The makeup of New Jersey’s new Cannabis Regulatory Commission violates the law that created the commission, claims a lawyer for the state’s chapter of the NAACP.

This comes days after a social justice advocate criticized the commission due to the fact that none of its members are Black men—who have historically been the most disproportionately arrested and convicted of marijuana offenses in the state.

A letter obtained by Gothamist/WNYC shows the civil rights organization's lawyer demanding that the state reveal the backgrounds of the five appointed commission members. 

In the letter, Gregg L. Zeff quoted a section of the new cannabis legislation, “At least one member shall by a State representative of a national organization or State branch of a national organization with a stated mission of studying, advocating, or adjudicating against minority historical oppression, past and present discrimination, unemployment, poverty and income inequality, and other forms of social injustice or inequality.”

“It is not clear to me that any appointed member of the commission meets this mandatory requirement,” Zeff, the NJ NAACP’s Legal Redress Chair of the NJ NAACP, wrote. 

The commission is made up of a Latina woman, a Latino man, a white woman, a white man, and a Black woman, Dianna Houenou. Houenou, a former ACLU attorney, is the commission’s chair. Zeff commented on her appointment, stating that while she is an “excellent choice” for chair, “be reminded that she has been working for the Governor’s office for two years and is not ‘a State representative of a national organization or State branch of a national organization with a stated mission of studying, advocating, or adjudicating against minority historical oppression…’”

New Jersey NAACP president Richard T. Smith said the commission should take somebody off the commission or add two seats.

The Cannabis Regulatory Commission will determine who can legally grow and sell marijuana in New Jersey. A spokesman for the Governor declined a request for comment about the background of the commission members.

Last week, Rev. Dr. Charles Boyer, the founder of the group Salvation and Social Justice Tweeted his dismay about the lack of representation of Black men. “There’s no one on the commission who has lived experience with the brutalities of the drug war,” he told Gothamist/WNYC last week. “There’s no one here who knows what it has been like to have been arrested or incarcerated. There’s no one here who was ever in the underground market.”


### Description of the task:
In the lines below, look for "type". Copy each line where it appears.

### Data tied to figure images:
_ _ _ _ _ _ _

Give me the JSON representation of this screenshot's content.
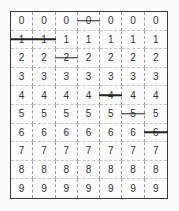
{
  "grid": {
    "columns": 7,
    "rows": [
      {
        "digit": "0",
        "struck_columns": [
          3
        ]
      },
      {
        "digit": "1",
        "struck_columns": [
          0,
          1
        ]
      },
      {
        "digit": "2",
        "struck_columns": [
          2
        ]
      },
      {
        "digit": "3",
        "struck_columns": []
      },
      {
        "digit": "4",
        "struck_columns": [
          4
        ]
      },
      {
        "digit": "5",
        "struck_columns": [
          5
        ]
      },
      {
        "digit": "6",
        "struck_columns": [
          6
        ]
      },
      {
        "digit": "7",
        "struck_columns": []
      },
      {
        "digit": "8",
        "struck_columns": []
      },
      {
        "digit": "9",
        "struck_columns": []
      }
    ]
  }
}
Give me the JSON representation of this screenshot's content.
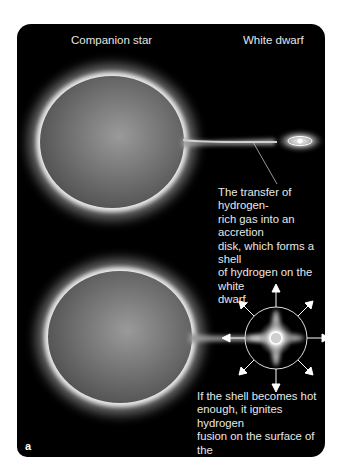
{
  "labels": {
    "companion_star": "Companion star",
    "white_dwarf": "White dwarf"
  },
  "captions": {
    "accretion": "The transfer of hydrogen-rich gas into an accretion disk, which forms a shell of hydrogen on the white dwarf.",
    "accretion_lines": [
      "The transfer of hydrogen-",
      "rich gas into an accretion",
      "disk, which forms a shell",
      "of hydrogen on the white",
      "dwarf."
    ],
    "fusion": "If the shell becomes hot enough, it ignites hydrogen fusion on the surface of the white dwarf.",
    "fusion_lines": [
      "If the shell becomes hot",
      "enough, it ignites hydrogen",
      "fusion on the surface of the",
      "white dwarf."
    ]
  },
  "panel_letter": "a",
  "colors": {
    "background": "#000000",
    "star_fill": "#7a7a7a",
    "glow": "#ffffff",
    "text": "#e8e8e8"
  }
}
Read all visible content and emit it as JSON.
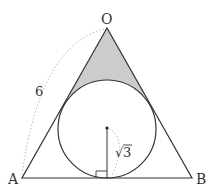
{
  "diagram": {
    "type": "geometry",
    "vertices": {
      "O": {
        "label": "O"
      },
      "A": {
        "label": "A"
      },
      "B": {
        "label": "B"
      }
    },
    "side_length_label": "6",
    "radius_label": "√3",
    "radius_sqrt_symbol": "√",
    "radius_value": "3",
    "colors": {
      "stroke": "#333333",
      "shade": "#cccccc",
      "dashed": "#aaaaaa"
    }
  }
}
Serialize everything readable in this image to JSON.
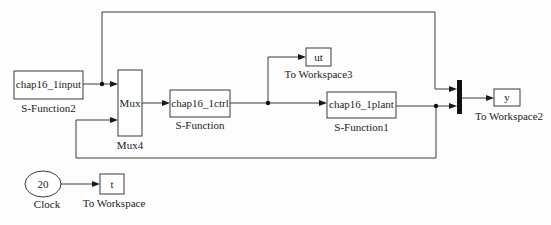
{
  "diagram": {
    "type": "simulink-block-diagram",
    "blocks": [
      {
        "id": "sfun2",
        "kind": "S-Function",
        "label": "chap16_1input",
        "caption": "S-Function2"
      },
      {
        "id": "mux4",
        "kind": "Mux",
        "label": "Mux",
        "caption": "Mux4"
      },
      {
        "id": "sfun",
        "kind": "S-Function",
        "label": "chap16_1ctrl",
        "caption": "S-Function"
      },
      {
        "id": "tows3",
        "kind": "To Workspace",
        "label": "ut",
        "caption": "To Workspace3"
      },
      {
        "id": "sfun1",
        "kind": "S-Function",
        "label": "chap16_1plant",
        "caption": "S-Function1"
      },
      {
        "id": "mux_bar",
        "kind": "Mux (bar)",
        "label": "",
        "caption": ""
      },
      {
        "id": "tows2",
        "kind": "To Workspace",
        "label": "y",
        "caption": "To Workspace2"
      },
      {
        "id": "clock",
        "kind": "Clock",
        "label": "20",
        "caption": "Clock"
      },
      {
        "id": "tows",
        "kind": "To Workspace",
        "label": "t",
        "caption": "To Workspace"
      }
    ],
    "connections": [
      {
        "from": "S-Function2",
        "to": "Mux4 (input 1)"
      },
      {
        "from": "S-Function2",
        "to": "Mux bar (input 1)",
        "via": "top branch"
      },
      {
        "from": "Mux4",
        "to": "S-Function"
      },
      {
        "from": "S-Function",
        "to": "To Workspace3"
      },
      {
        "from": "S-Function",
        "to": "S-Function1"
      },
      {
        "from": "S-Function1",
        "to": "Mux bar (input 2)"
      },
      {
        "from": "S-Function1",
        "to": "Mux4 (input 2)",
        "via": "feedback loop"
      },
      {
        "from": "Mux bar",
        "to": "To Workspace2"
      },
      {
        "from": "Clock",
        "to": "To Workspace"
      }
    ]
  }
}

_ _ _ _ _ _ _

### Your solution:
    "type": "geometry",
    "type": "simulink-block-diagram",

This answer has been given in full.